My upstairs neighbor is a single woman who, because of mental health issues, does not work and stays home all day. She stays up all night and sleeps all day. I try to go to bed at around 10:30 pm as I work during the day, and I have children that go to bed a lot earlier and go to school.

Throughout my year and a half of living here, she has continuously made our nighttime life hell. She moves furniture, stomps around, drops things on the floor, even to the point of knocking my pictures off the walls. I’ve complained at least 12-15 times to the manager. I’ve been told several times that she’s on her last warning, and will be evicted if it happens again. Yet, it keeps happening again.

This morning my 6 year-old told me that she woke him up in the middle of the night, and he banged on the wall. I don’t encourage him to do this, in fact, I’ve repeatedly told him to come and get me to handle it and NOT to bang on the wall. Still, he banged on the wall. I had finally, after her keeping ME up until 1:00 am, gotten to sleep, so I didn’t witness this. He told me that she cursed at him through the ceiling and screamed “f*** you” to him. Now, this makes me very unhappy. I don’t allow people to speak to my children this way, and it’s very much not okay with me.
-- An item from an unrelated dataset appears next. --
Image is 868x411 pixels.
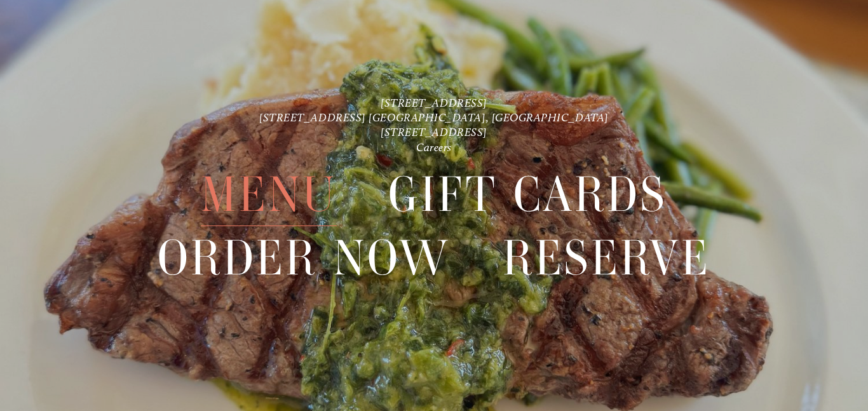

I spoke with the manager again today, after having just made another complaint about her noise last Friday. She again promised to “speak with her”.

Now, my lease clearly states that I have the right to a peaceful enjoyment of my home, and I’d consider being able to sleep in your home to be a right. I’ve made complaints, I’ve documented my complaints, I’ve offered to call the manager while this is going on and have her come over to hear it. She declined.

What options, if any, do I really have? I know that I could claim “constructive eviction” and break my lease and move, and I do have sufficient documentation that I don’t believe I’d be held responsible. I don’t, however, have the means to move at this time, nor do I believe I should have to. Someone suggested that I call the police when she’s disturbing us, but I have had enough experience with TPD to know that I’d risk raising their ire towards ME if I were to call them out here late at night for such a petty thing. Not petty to ME, certainly, but to them I’m sure it would be considered very foolish.

Does anybody have any suggestions? I tried talking to her personally when I first moved in, but she screamed in my face, and knowing that she has mental health issues, I don’t feel very safe doing that again. Right now, I believe in retaliation for me calling the manager this last time, she’s in her bedroom (right above my bedroom), slamming her closet door shut every two minutes or so and stomping. She seems to be of the mind that she can do whatever she wants, because obviously nothing bad will ever come of it.

Does anybody ever get evicted for noise? Does anyone have any suggestions at all as to what my next step would be?

Well, you could ask the manager to move you to another unit. Free of charge of course. Make sure she knows all your complaints have been documented too. That should put the fear of God into her.

Aside from that. I’ve been working the night shift for 12 years now. This means I have to sleep durring the day when everbody and their mother is out mowing their yard or making some other kind of spine shivering noise right outside my window.

MY solution? EAR PLUGS! they take a little getting used to but well worth it in my opinion.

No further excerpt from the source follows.